Trang Pham Kelly, a Ph.D. candidate at City University of New York, told the forum that Dr. Rima Salad, UNICEF representative in Vietnam, had stated in 1997 that the number of street children had reached at least 50,000, most of whom had to work to survive.  She also estimated that there were some 20,000 prostitutes under 18 in Vietnam. 
At the conference, Kelly spoke of another group of children in Vietnam who moved from rural to urban areas to work in food shops or as helpers in households.  They were the new “child slaves” who worked day and night, never got a salary, and often end up in the “red shops,” physically and sexually abused.        
Kelly recommended that local and national social service agencies and NGOs reintegrate these children by giving them the education they needed, as well as counseling and vocational training.  She proposed that their parents receive micro-credit to start small businesses and become self-reliant, removing the incentive for them to send their children to work.     

Working Inside Vietnam

Pacific Links, with its head office in California, is another NGO providing vocational training and job placement for young women under 18.  It carries out one such program at its branch in the southern Vietnamese province of An Giang.  

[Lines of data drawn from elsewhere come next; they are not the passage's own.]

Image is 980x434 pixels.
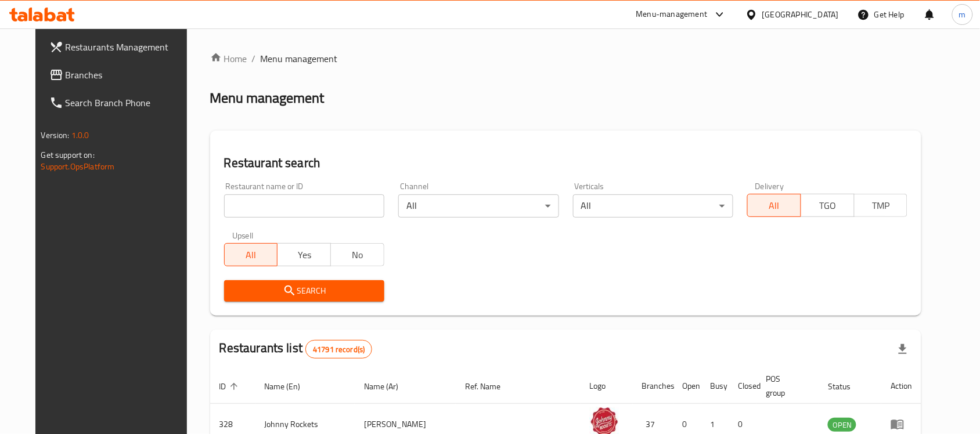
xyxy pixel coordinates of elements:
th: Closed [729,369,757,404]
div: All [398,195,559,217]
span: No [335,246,379,264]
span: POS group [766,372,805,400]
div: Menu [890,417,912,431]
span: Restaurants Management [66,40,190,54]
input: Search for restaurant name or ID.. [224,195,384,217]
nav: breadcrumb [210,52,921,65]
span: Name (En) [265,379,315,394]
span: OPEN [827,418,856,431]
a: Support.OpsPlatform [41,158,115,174]
span: All [752,197,796,214]
span: Search [234,283,375,298]
div: Total records count [305,340,372,358]
th: Action [881,369,921,404]
h2: Menu management [210,89,324,108]
label: Delivery [755,182,784,190]
span: Name (Ar) [364,379,413,394]
th: Open [673,369,701,404]
span: All [229,246,273,264]
span: m [958,8,965,21]
button: No [330,243,384,266]
h2: Restaurant search [224,154,908,171]
button: TGO [801,194,854,217]
span: ID [220,379,241,394]
span: Version: [41,127,70,143]
button: Search [224,280,384,301]
span: TGO [806,197,850,214]
a: Restaurants Management [40,33,199,61]
span: Ref. Name [465,379,515,394]
th: Branches [633,369,673,404]
li: / [252,52,256,65]
h2: Restaurants list [220,339,372,358]
div: [GEOGRAPHIC_DATA] [762,8,839,21]
th: Logo [580,369,633,404]
span: Yes [282,246,326,264]
span: Status [827,379,865,394]
span: Menu management [260,52,338,65]
a: Home [210,52,247,65]
span: TMP [859,197,903,214]
a: Branches [40,61,199,89]
span: Branches [66,68,190,82]
label: Upsell [232,232,253,239]
button: All [224,243,278,266]
div: All [573,195,733,217]
th: Busy [701,369,729,404]
span: 1.0.0 [72,127,90,143]
a: Search Branch Phone [40,89,199,116]
span: Search Branch Phone [66,96,190,109]
span: Get support on: [41,147,95,163]
div: Export file [889,335,916,363]
div: Menu-management [636,8,708,22]
button: Yes [277,243,331,266]
button: All [747,194,801,217]
span: 41791 record(s) [306,344,371,355]
button: TMP [853,194,908,217]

Diep Vuong, Pacific Links’ chair, another presenter at the conference, explained that the Mekong Delta has been a hotbed for trafficking activities across the Vietnam-Cambodian border.  In 2006, it was estimated that young Vietnamese girls made up the second largest group of sex workers in Cambodia, up to 33 percent of the total sex-worker population.    

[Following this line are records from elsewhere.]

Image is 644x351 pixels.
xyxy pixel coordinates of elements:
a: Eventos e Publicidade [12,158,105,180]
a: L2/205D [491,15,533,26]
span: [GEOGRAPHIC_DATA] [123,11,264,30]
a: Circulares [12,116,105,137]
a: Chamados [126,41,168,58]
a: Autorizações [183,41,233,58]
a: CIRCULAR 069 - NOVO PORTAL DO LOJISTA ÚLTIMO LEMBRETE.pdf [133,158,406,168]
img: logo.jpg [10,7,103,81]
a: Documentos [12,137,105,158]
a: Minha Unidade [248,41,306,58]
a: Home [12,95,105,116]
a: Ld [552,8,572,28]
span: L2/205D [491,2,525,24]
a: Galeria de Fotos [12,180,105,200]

Pacific Links has partnered with two other Vietnamese-American NGOs – the East Meets West Foundation and the International Children Assistance Network – on a counter-trafficking project called the Alliance for the Prevention of Trafficking (ADAPT).  It receives partial funding from USAID and private foundations.  

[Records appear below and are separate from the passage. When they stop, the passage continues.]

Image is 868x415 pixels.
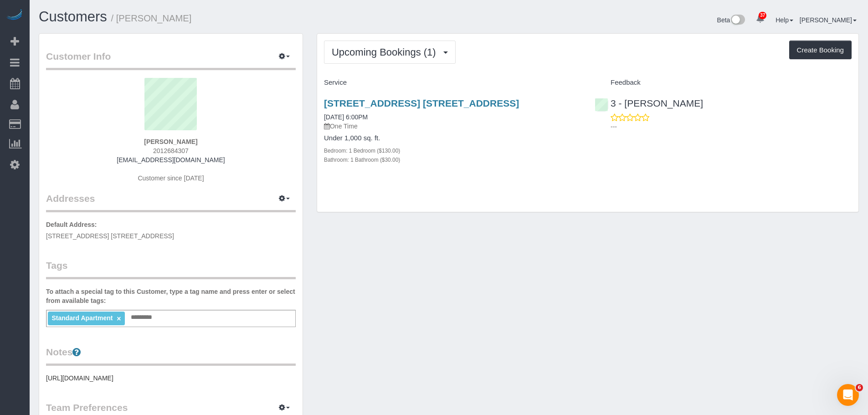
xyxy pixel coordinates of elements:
label: Default Address: [46,220,97,229]
span: 2012684307 [153,147,189,154]
a: Beta [717,16,745,24]
span: Standard Apartment [52,314,112,321]
p: One Time [324,121,581,131]
a: Help [776,16,793,24]
span: 6 [856,384,864,391]
a: [PERSON_NAME] [800,16,857,24]
a: [DATE] 6:00PM [324,113,368,121]
small: / [PERSON_NAME] [111,13,192,23]
h4: Service [324,79,581,86]
a: 3 - [PERSON_NAME] [595,98,703,108]
strong: [PERSON_NAME] [144,138,197,145]
img: Automaid Logo [6,9,24,22]
a: [EMAIL_ADDRESS][DOMAIN_NAME] [117,156,225,163]
span: 37 [759,12,767,19]
small: Bathroom: 1 Bathroom ($30.00) [324,157,400,163]
a: × [117,314,121,322]
legend: Tags [46,259,296,279]
small: Bedroom: 1 Bedroom ($130.00) [324,148,400,154]
span: Upcoming Bookings (1) [332,47,441,58]
button: Upcoming Bookings (1) [324,40,456,64]
a: [STREET_ADDRESS] [STREET_ADDRESS] [324,98,519,108]
p: --- [611,122,852,131]
button: Create Booking [789,40,852,60]
h4: Under 1,000 sq. ft. [324,134,581,142]
a: 37 [752,9,770,29]
legend: Customer Info [46,49,296,70]
a: Customers [39,8,107,25]
iframe: Intercom live chat [837,384,859,405]
label: To attach a special tag to this Customer, type a tag name and press enter or select from availabl... [46,287,296,305]
legend: Notes [46,345,296,366]
img: New interface [730,15,745,26]
span: [STREET_ADDRESS] [STREET_ADDRESS] [46,232,174,239]
h4: Feedback [595,79,852,86]
pre: [URL][DOMAIN_NAME] [46,373,296,382]
span: Customer since [DATE] [138,175,204,181]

Diep and her partners created ADAPT’s prevention strategy, which includes educating and giving employment to young girls as well as raising their awareness of dangerous risks of trafficking.   They devised a three-pronged approach, including a scholarship program for at-risk girls through high school.  Five hundred have already graduated.
The second formula, she continued, “is for these girls to gain a specific vocational skill and one year of support and follow-up until they get a job to sustain themselves.  In this way, 700 young women have been successfully assisted.  The last prong is to reintegrate trafficked victims into a productive life with medical care, emotional support and job assistance.  Over 20 returnees have been helped.”  Her wish was for ADAPT to open a shelter and an employment center for returnees in a neighboring province.   
After a day of sharing information and discussing the rehabilitation and reintegration of trafficked victims, the participants agreed to form a US-Asia Human Tafficking Network to pursue trafficking issues in Asia.  
The Conference also updated the following anti-trafficking recommendations for Vietnam: 1) governments and NGOs should coordinate local, regional and national programs to alert communities to the dangers of trafficking; 2) improve and expand educational and economic opportunities for vulnerable groups, 3) protect victims who must be rescued, repatriated, rehabilitated, and reintegrated into their families and communities, 4) order law enforcement agencies to vigourously prosecute traffickers, fight public corruption, recognize and interdict traffickers, 5) train personel to identify and direct victims to appropriate care, 6) encourage the media to not only educate the public but also disseminate more information on the perpatrators and the corrupt systems within which they operate, and finally 7) cooperate more closely with international organizations to deny traffickers legal sanctuary and facilitate their extradition for prosecution. 

© 2024 Jackie Bong Wright. Designed and Developed by Đỗ Mạnh Hùng.